SPRING BUDGET 2020 - BRIEFING

Briefing Notes

“….get it done” was a recurrent phrase in the Budget speech of the new Chancellor, Rishi Sunak. It could equally have been “get it spent” or “get it borrowed” as Mr Sunak announced a raft of spending initiatives with few supporting tax increases.

His performance did not follow the standard playbook for the first Budget after a general election.   Such set pieces have generally been when a Chancellor takes advantage of his distance from the next visit to the polls to deliver the bitter medicine of tax rises.  However, with the threat to the global economy caused by the coronavirus pandemic these were not normal times.  The Office for Budget Responsibility(OBR) was expected to cut projected UK economic growth even before the virus emerged.  Its premeasures forecasts were all closed by 25 February, meaning that the coronavirus effect was “largely confined to a modestly weaker outlook for growth in world trade and the UK’s export markets”.
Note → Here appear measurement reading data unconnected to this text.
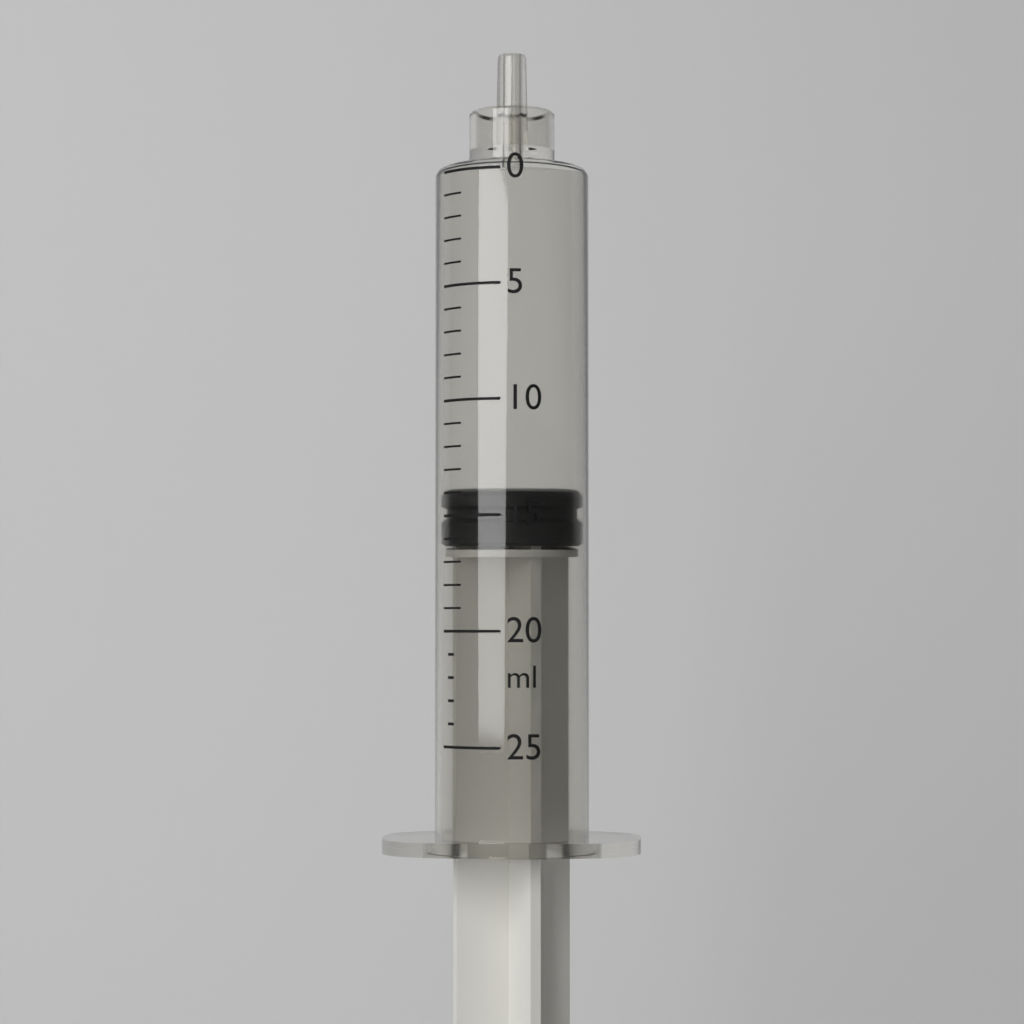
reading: 14 ml
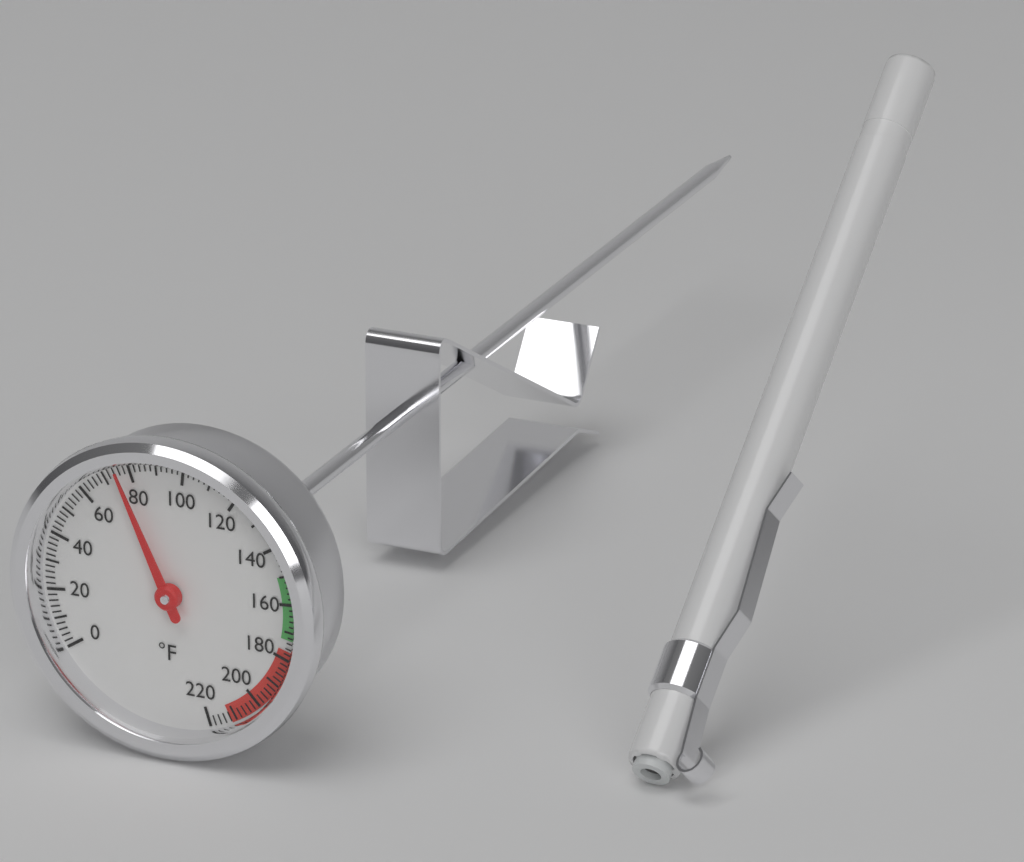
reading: 76 °F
Mr Sunak had the benefit of seeing what happened since that date and clearly decided that the medicine required was a large dose of tonic, rather than tax.  He announced a total package of fresh spending for 2020/21 of £30 billion, of which £12 billion was directly attributed to countering the impact of coronavirus on the UK economy and NHS finances.

Total government borrowing was increased for the next five years by over £110 billion as a result of decisions taken in this Budget.  But this is not the end of the story, as another Budget is due in the autumn.   By then the consequences of coronavirus should be clearer and we may see other topics addressed, such as inheritance tax reform, which were understandably put on hold this time around.